← Problems

What blocks robotics companies from moving from demos to deployment?

Stanford · Robotics Center · Physical AI

Foundation models are driving impressive robotics demos in the lab, but these systems consistently fail when deployed in actual commercial environments. If we can't cross the sim-to-real and demo-to-deployment gaps, robotics will remain a novelty rather than a humanity-scaling utility.

Context

Real-world environments are unstructured. Hardware degrades. Edge cases are infinite. The friction isn't just algorithmic — it's mechanical, operational, and commercial.

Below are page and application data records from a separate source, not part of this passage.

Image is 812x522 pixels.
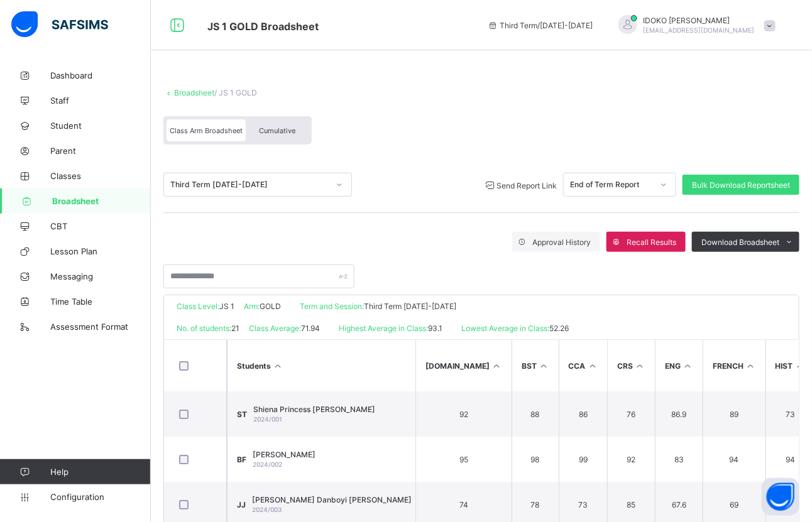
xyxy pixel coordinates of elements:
span: 71.94 [301,324,320,333]
td: 83 [655,437,703,482]
i: Sort in Ascending Order [795,361,806,371]
th: [DOMAIN_NAME] [415,340,512,391]
div: End of Term Report [570,180,653,190]
span: / JS 1 GOLD [215,88,257,98]
span: Arm: [244,302,259,311]
span: Class Level: [177,302,219,311]
span: [PERSON_NAME] Danboyi [PERSON_NAME] [252,495,412,504]
span: Staff [50,96,151,105]
a: Broadsheet [174,88,215,98]
span: Time Table [50,296,151,307]
div: IDOKOGLORIA [606,15,782,36]
span: ST [237,410,247,419]
span: No. of students: [177,324,231,333]
span: 2024/002 [253,461,282,468]
span: Bulk Download Reportsheet [692,180,790,190]
span: JS 1 [219,302,235,311]
td: 88 [512,391,559,437]
span: Broadsheet [52,196,151,206]
th: Students [227,340,415,391]
span: Send Report Link [497,181,557,190]
td: 76 [607,391,655,437]
span: 2024/001 [254,415,282,423]
i: Sort in Ascending Order [491,361,503,371]
span: Approval History [532,237,591,247]
td: 99 [559,437,608,482]
span: Assessment Format [50,322,151,332]
span: Student [50,121,151,131]
span: Highest Average in Class: [339,324,428,333]
span: Messaging [50,272,151,281]
i: Sort in Ascending Order [539,361,549,371]
td: 98 [512,437,559,482]
span: JJ [237,501,246,510]
td: 86 [559,391,608,437]
span: Shiena Princess [PERSON_NAME] [254,405,375,414]
span: Dashboard [50,70,151,81]
span: 52.26 [549,324,569,333]
i: Sort in Ascending Order [588,361,598,371]
span: 93.1 [428,324,443,333]
td: 86.9 [655,391,703,437]
span: [EMAIL_ADDRESS][DOMAIN_NAME] [644,27,755,34]
span: Parent [50,146,151,156]
span: Class Arm Broadsheet [170,126,242,135]
td: 92 [607,437,655,482]
span: session/term information [488,21,594,30]
span: BF [237,455,246,465]
span: Class Arm Broadsheet [207,20,319,33]
span: [PERSON_NAME] [253,450,315,460]
span: 2024/003 [252,506,282,514]
th: FRENCH [703,340,766,391]
span: 21 [231,324,239,333]
i: Sort in Ascending Order [746,361,756,371]
th: BST [512,340,559,391]
span: Class Average: [249,324,301,333]
span: Configuration [50,492,150,502]
i: Sort in Ascending Order [635,361,646,371]
td: 92 [415,391,512,437]
button: Open asap [762,478,800,516]
span: Term and Session: [300,302,364,311]
td: 89 [703,391,766,437]
td: 95 [415,437,512,482]
img: safsims [11,11,108,38]
span: Recall Results [627,237,676,247]
td: 94 [703,437,766,482]
th: ENG [655,340,703,391]
th: CCA [559,340,608,391]
div: Third Term [DATE]-[DATE] [170,180,329,190]
span: Classes [50,171,151,181]
span: Lowest Average in Class: [462,324,549,333]
span: IDOKO [PERSON_NAME] [644,16,755,25]
span: GOLD [259,302,281,311]
span: Third Term [DATE]-[DATE] [364,302,456,311]
i: Sort Ascending [273,361,283,371]
i: Sort in Ascending Order [683,361,693,371]
span: Lesson Plan [50,246,151,256]
span: CBT [50,221,151,231]
span: Help [50,467,150,477]
span: Cumulative [259,126,295,135]
span: Download Broadsheet [701,237,779,247]
th: CRS [607,340,655,391]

A robot that works 95% of the time in a controlled demo environment might work 60% of the time in a real warehouse, and that gap is the difference between a product and a liability.

What I did

At the Stanford Robotics Center and through dozens of conversations with robotics founders, operators, and researchers, I dissected the procurement, data collection, and deployment bottlenecks throttling physical AI companies. I ignored the AI hype and looked strictly at unit economics, hardware failure rates, supply chain dependencies, and customer deployment friction.

What happened

I developed a framework — documented in my essays — outlining exactly where physical AI companies bleed capital and lose momentum during deployment. The pattern is remarkably consistent: impressive demo, promising pilot, then a wall of hardware reliability issues, data pipeline gaps, customer workflow mismatches, and unit economics that don't survive contact with reality.

What I learned

The hardest part of robotics is not the model — it's the hardware reliability, the edge-case data engines, and the operational footprint required to keep machines running. Companies that treat deployment as an afterthought are building on sand. The ones that will win are the ones that design for deployment from day one.

Why it matters now

This is the problem I want to spend the next decade on. I am currently searching for the exact wedge — the specific deployment bottleneck — that represents the right company to build. Something that solves a real friction point in the physical AI stack, creates compounding value, and can scale into something that genuinely matters.